Privately owned company Greenergy is to start reducing the levels of waste sent to landfill and has partnered with waste food recycling company Brocklesby to produce biodiesel from food leftovers.

In a bid to reduce the environmental impact of the fuel that the company produces, while also creating a new alternative source of fuel, the joint venture will covert edible oils and unsalable food into biofuel. These unsalable products include pies, sausage rolls, pastry and crisps, because they are misshapen, overcooked or out of date.

Greenergy will source these products from a number of food manufacturers around the UK. In addition to pastries and crisps, taramasalata and oil containing breadcrumbs from the fish-frying process are also suitable materials with which to produce biodiesel.

Greenergy will handle these used cooking oils in its £50 million (€57 million) biodiesel production facility in Immingham, England.

The oils and fats present in these waste foods are then extracted using Brocklesby's novel process, before being purified further by Greenergy.

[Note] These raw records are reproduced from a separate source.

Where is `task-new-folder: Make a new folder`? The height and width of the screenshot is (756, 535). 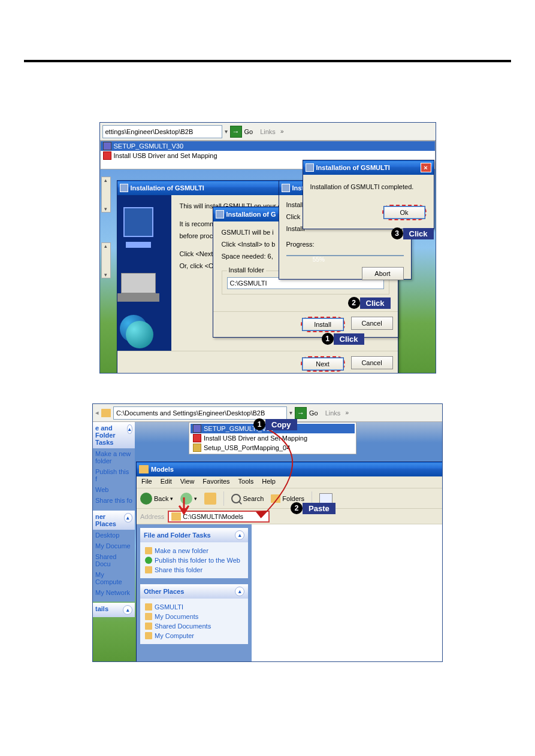
task-new-folder: Make a new folder is located at coordinates (194, 551).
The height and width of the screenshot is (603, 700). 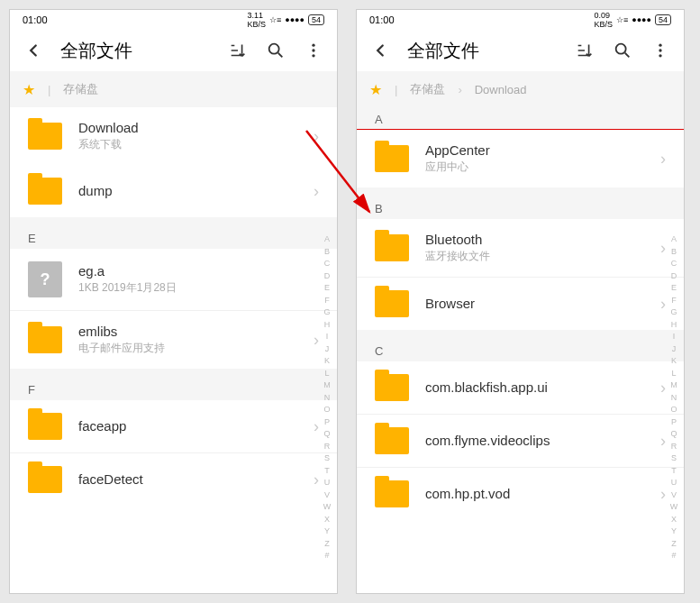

Any food solids that remain after processing are dried and then either composted or used to produce energy through anaerobic digestion. However, in the future Greenergy hopes to produce pellets or briquettes, or more fuel for cars in the form of bioethanol.

'We've always tried to find way of reducing the environmental impact of our fuel and as oil prices continue to rise, it's obviously important to develop alternative sources of fuel,' says Greenergy's CEO Andrew Owens. 'The quantities of biodiesel that wr're currently producing from solid food waste are small, but we're expecting to scale up so that this soon becomes a significant proportion of our biodiesel. To put it into context, just one of these new facilities could handle enough waste pies or crisps to fill a cruise ship. With multiple plants, the potential for this kind of technology to reduce fuel emissions is considerable.

'It's great to be taking these products, which would otherwise have gone to landfill or compost, and turning them into a new source of fuel,' he adds.